WARSAW (Reuters) – Cutting through Poland’s Bialowieza forest, the fence on the country’s border with Belarus that is meant to stop the flow of migrants is hampering the movement of the Bialowieza lynxes and could lead to their extinction, researchers said.
Before the border wall was completed in late June, about 40 of the lynxes, which are protected by Polish law, inhabited the dense forest, a UNESCO World Heritage site and an EU Natura 2000 special area of conservation.
It is unclear how many of the lynxes stayed on the Polish side after the barrier was built, but the population is likely to be divided between the two sides, the Mammal Research Institute at the Polish Academy of Sciences, which monitors the forest’s animals, said.
“Lynxes used areas on both sides of the border, had their areas on both sides of the border, functioned as one population. Now, dividing the forest into two separate ecosystems will cause the population of these animals to be separated,” Rafał Kowalczyk, from the institute, said.
“Dividing it will obviously affect the possibility of reproduction, will affect the spatial organisation of this population, social organisation, migration, gene flow and may even lead to the extinction of these lynxes in a longer period.”
Poland’s border guard says the fence does not constitute an obstacle for animals as it has 24 gates for large animals to go through if needed, which will enable continuous migration, and pointed to an 1980s fence on the Belarusian side that had already changed the animals’ movement patterns.
Kowalczyk said his research showed that lynxes used to cross through the fence in Belarus undisturbed about 50 to 60 times a year.
The new barrier was built after European countries last year accused Belarus of engineering a migration crisis by flying in people from the Middle East and pushing them to attempt to illegally cross its borders into Poland and Lithuania. Minsk rejected the accusations.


▶ PROBLEM DETAILS
Restate each entry below exactly; pictures stay out of the copy.

▶ DATA LISTING
BEGIN
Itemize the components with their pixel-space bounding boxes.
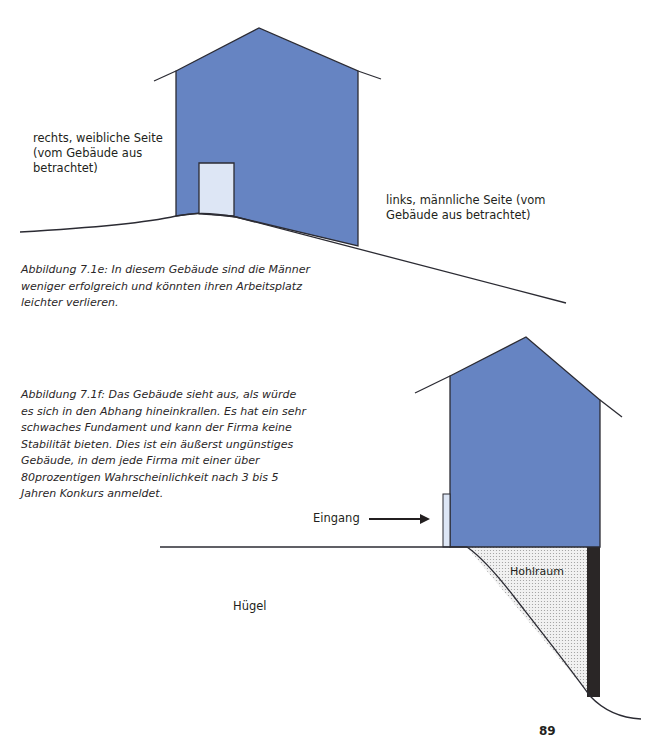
roof-f-left-eave — [415, 376, 450, 393]
door-e — [199, 163, 234, 216]
caption-figure-7-1f: Abbildung 7.1f: Das Gebäude sieht aus, a… — [21, 387, 311, 503]
label-hill: Hügel — [233, 599, 267, 614]
arrow-icon — [369, 514, 430, 524]
caption-figure-7-1e: Abbildung 7.1e: In diesem Gebäude sind d… — [21, 262, 311, 312]
roof-e-right-eave — [358, 71, 381, 79]
label-left-male-side: links, männliche Seite (vom Gebäude aus … — [386, 193, 586, 223]
roof-f-right-eave — [600, 400, 622, 417]
building-f-body — [450, 337, 600, 547]
label-void: Hohlraum — [510, 564, 564, 579]
label-right-female-side: rechts, weibliche Seite (vom Gebäude aus… — [33, 131, 173, 176]
door-f-entrance — [443, 494, 450, 547]
label-entrance: Eingang — [313, 511, 360, 526]
page-number: 89 — [539, 724, 556, 739]
roof-e-left-eave — [154, 71, 176, 81]
illustrations — [0, 0, 661, 743]
foundation-dark-bar — [587, 547, 600, 697]
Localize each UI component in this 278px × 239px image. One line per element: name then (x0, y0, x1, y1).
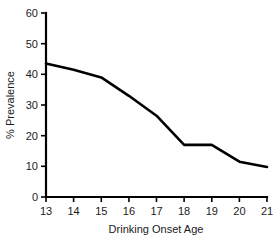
x-tick-label-14: 14 (67, 205, 79, 217)
x-tick-label-19: 19 (206, 205, 218, 217)
y-tick-label-50: 50 (26, 38, 38, 50)
chart-figure: 0 10 20 30 40 50 60 13 14 15 16 17 (0, 0, 278, 239)
x-tick-label-21: 21 (261, 205, 273, 217)
x-tick-label-20: 20 (233, 205, 245, 217)
x-tick-label-17: 17 (150, 205, 162, 217)
line-chart: 0 10 20 30 40 50 60 13 14 15 16 17 (0, 0, 278, 239)
x-tick-label-16: 16 (123, 205, 135, 217)
y-axis-title: % Prevalence (4, 71, 16, 139)
x-tick-label-15: 15 (95, 205, 107, 217)
x-axis-title: Drinking Onset Age (109, 223, 204, 235)
x-axis-tick-labels: 13 14 15 16 17 18 19 20 21 (40, 205, 273, 217)
y-tick-label-30: 30 (26, 99, 38, 111)
x-tick-label-13: 13 (40, 205, 52, 217)
y-tick-label-20: 20 (26, 130, 38, 142)
y-tick-label-0: 0 (32, 191, 38, 203)
y-tick-label-40: 40 (26, 68, 38, 80)
chart-background (0, 0, 278, 239)
y-tick-label-10: 10 (26, 160, 38, 172)
x-tick-label-18: 18 (178, 205, 190, 217)
y-tick-label-60: 60 (26, 7, 38, 19)
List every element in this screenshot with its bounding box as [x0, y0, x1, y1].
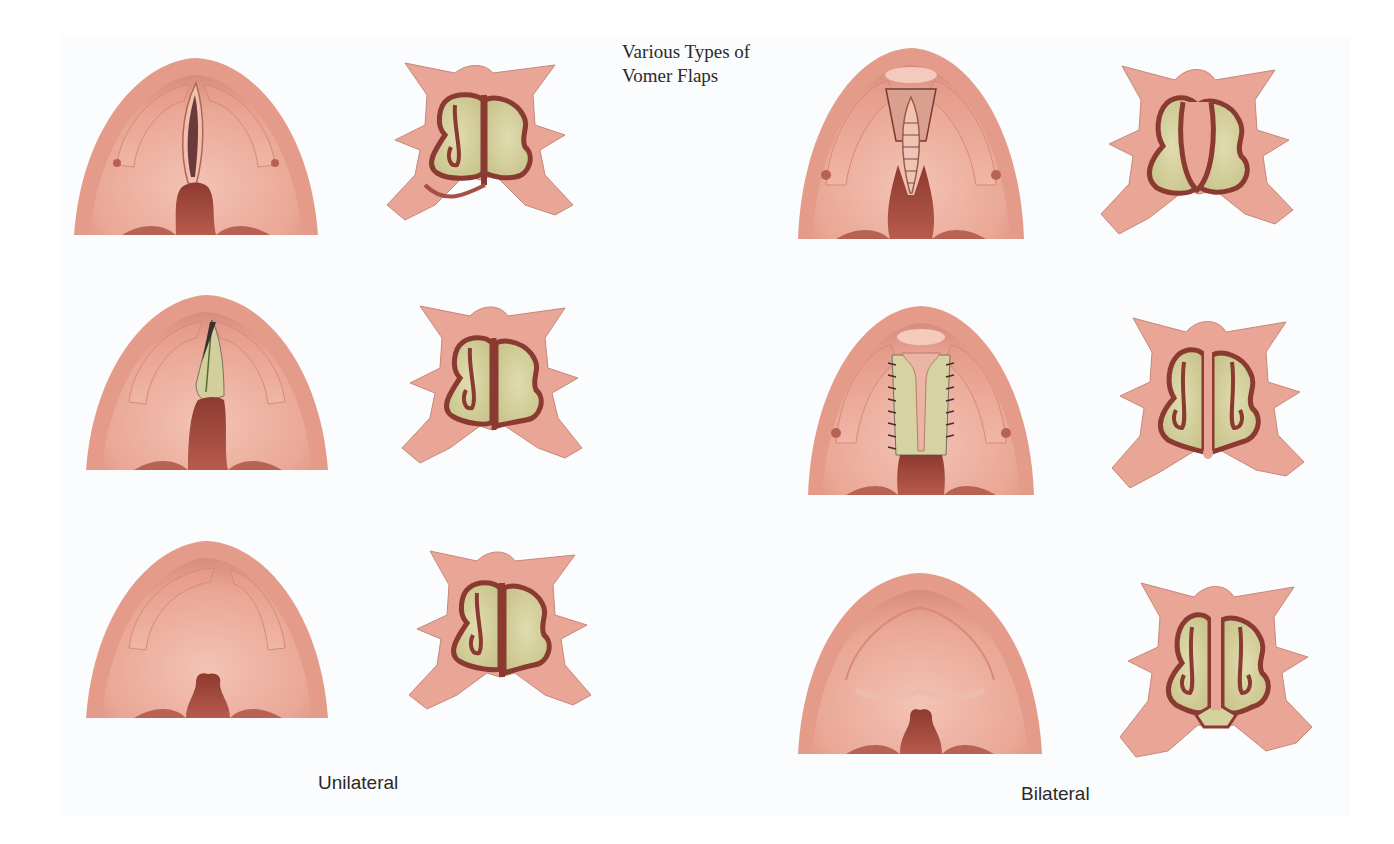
illustration-canvas: Various Types of Vomer Flaps [0, 0, 1394, 844]
caption-unilateral: Unilateral [318, 772, 398, 794]
nasal-cross-section-bilateral-3 [1116, 575, 1316, 763]
nasal-cross-section-bilateral-2 [1108, 310, 1308, 496]
caption-bilateral: Bilateral [1021, 783, 1090, 805]
title-line-1: Various Types of [622, 40, 812, 64]
palate-view-unilateral-3 [84, 538, 330, 720]
palate-view-unilateral-2 [84, 292, 330, 472]
nasal-cross-section-unilateral-1 [385, 55, 575, 230]
palate-view-bilateral-2 [806, 303, 1036, 497]
palate-view-bilateral-3 [796, 570, 1044, 756]
nasal-cross-section-unilateral-3 [405, 543, 595, 718]
figure-title: Various Types of Vomer Flaps [622, 40, 812, 88]
nasal-cross-section-bilateral-1 [1097, 58, 1297, 240]
palate-view-unilateral-1 [72, 55, 320, 237]
palate-view-bilateral-1 [796, 45, 1026, 241]
title-line-2: Vomer Flaps [622, 64, 812, 88]
nasal-cross-section-unilateral-2 [400, 298, 585, 470]
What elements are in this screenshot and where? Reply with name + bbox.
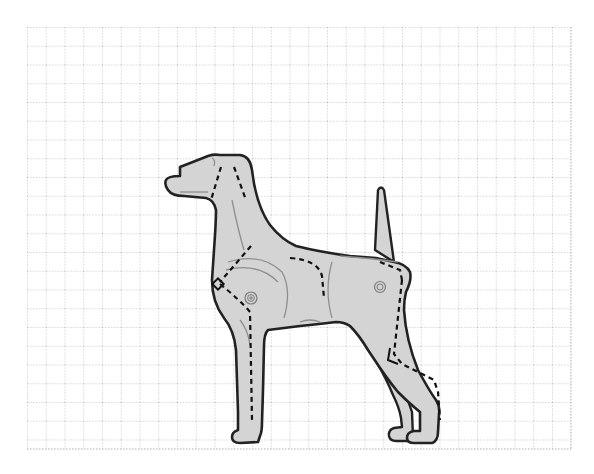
END
▶ SOLUTION FOR THIS EXERCISE
Itemize the components with their pixel-space bounding boxes.
roof-f-left-eave — [415, 376, 450, 393]
door-e — [199, 163, 234, 216]
caption-figure-7-1f: Abbildung 7.1f: Das Gebäude sieht aus, a… — [21, 387, 311, 503]
label-hill: Hügel — [233, 599, 267, 614]
arrow-icon — [369, 514, 430, 524]
caption-figure-7-1e: Abbildung 7.1e: In diesem Gebäude sind d… — [21, 262, 311, 312]
roof-e-right-eave — [358, 71, 381, 79]
label-left-male-side: links, männliche Seite (vom Gebäude aus … — [386, 193, 586, 223]
roof-f-right-eave — [600, 400, 622, 417]
building-f-body — [450, 337, 600, 547]
label-void: Hohlraum — [510, 564, 564, 579]
label-right-female-side: rechts, weibliche Seite (vom Gebäude aus… — [33, 131, 173, 176]
door-f-entrance — [443, 494, 450, 547]
label-entrance: Eingang — [313, 511, 360, 526]
page-number: 89 — [539, 724, 556, 739]
roof-e-left-eave — [154, 71, 176, 81]
illustrations — [0, 0, 661, 743]
foundation-dark-bar — [587, 547, 600, 697]
Localize each UI component in this 278px × 239px image. One line per element: name then (x0, y0, x1, y1).
x-tick-label-14: 14 (67, 205, 79, 217)
x-tick-label-19: 19 (206, 205, 218, 217)
y-tick-label-50: 50 (26, 38, 38, 50)
chart-figure: 0 10 20 30 40 50 60 13 14 15 16 17 (0, 0, 278, 239)
x-tick-label-21: 21 (261, 205, 273, 217)
x-tick-label-20: 20 (233, 205, 245, 217)
x-tick-label-17: 17 (150, 205, 162, 217)
line-chart: 0 10 20 30 40 50 60 13 14 15 16 17 (0, 0, 278, 239)
x-tick-label-16: 16 (123, 205, 135, 217)
y-axis-title: % Prevalence (4, 71, 16, 139)
x-tick-label-15: 15 (95, 205, 107, 217)
x-axis-title: Drinking Onset Age (109, 223, 204, 235)
x-axis-tick-labels: 13 14 15 16 17 18 19 20 21 (40, 205, 273, 217)
y-tick-label-30: 30 (26, 99, 38, 111)
x-tick-label-13: 13 (40, 205, 52, 217)
y-tick-label-20: 20 (26, 130, 38, 142)
y-tick-label-0: 0 (32, 191, 38, 203)
y-tick-label-40: 40 (26, 68, 38, 80)
chart-background (0, 0, 278, 239)
y-tick-label-10: 10 (26, 160, 38, 172)
x-tick-label-18: 18 (178, 205, 190, 217)
y-tick-label-60: 60 (26, 7, 38, 19)
List every element in this screenshot with its bounding box as [x0, y0, x1, y1].
illustration-canvas: Various Types of Vomer Flaps [0, 0, 1394, 844]
caption-unilateral: Unilateral [318, 772, 398, 794]
nasal-cross-section-bilateral-3 [1116, 575, 1316, 763]
nasal-cross-section-bilateral-2 [1108, 310, 1308, 496]
caption-bilateral: Bilateral [1021, 783, 1090, 805]
title-line-1: Various Types of [622, 40, 812, 64]
palate-view-unilateral-3 [84, 538, 330, 720]
palate-view-unilateral-2 [84, 292, 330, 472]
nasal-cross-section-unilateral-1 [385, 55, 575, 230]
palate-view-bilateral-2 [806, 303, 1036, 497]
palate-view-bilateral-3 [796, 570, 1044, 756]
nasal-cross-section-unilateral-3 [405, 543, 595, 718]
figure-title: Various Types of Vomer Flaps [622, 40, 812, 88]
nasal-cross-section-bilateral-1 [1097, 58, 1297, 240]
palate-view-unilateral-1 [72, 55, 320, 237]
palate-view-bilateral-1 [796, 45, 1026, 241]
title-line-2: Vomer Flaps [622, 64, 812, 88]
nasal-cross-section-unilateral-2 [400, 298, 585, 470]
What elements are in this screenshot and where? Reply with name + bbox.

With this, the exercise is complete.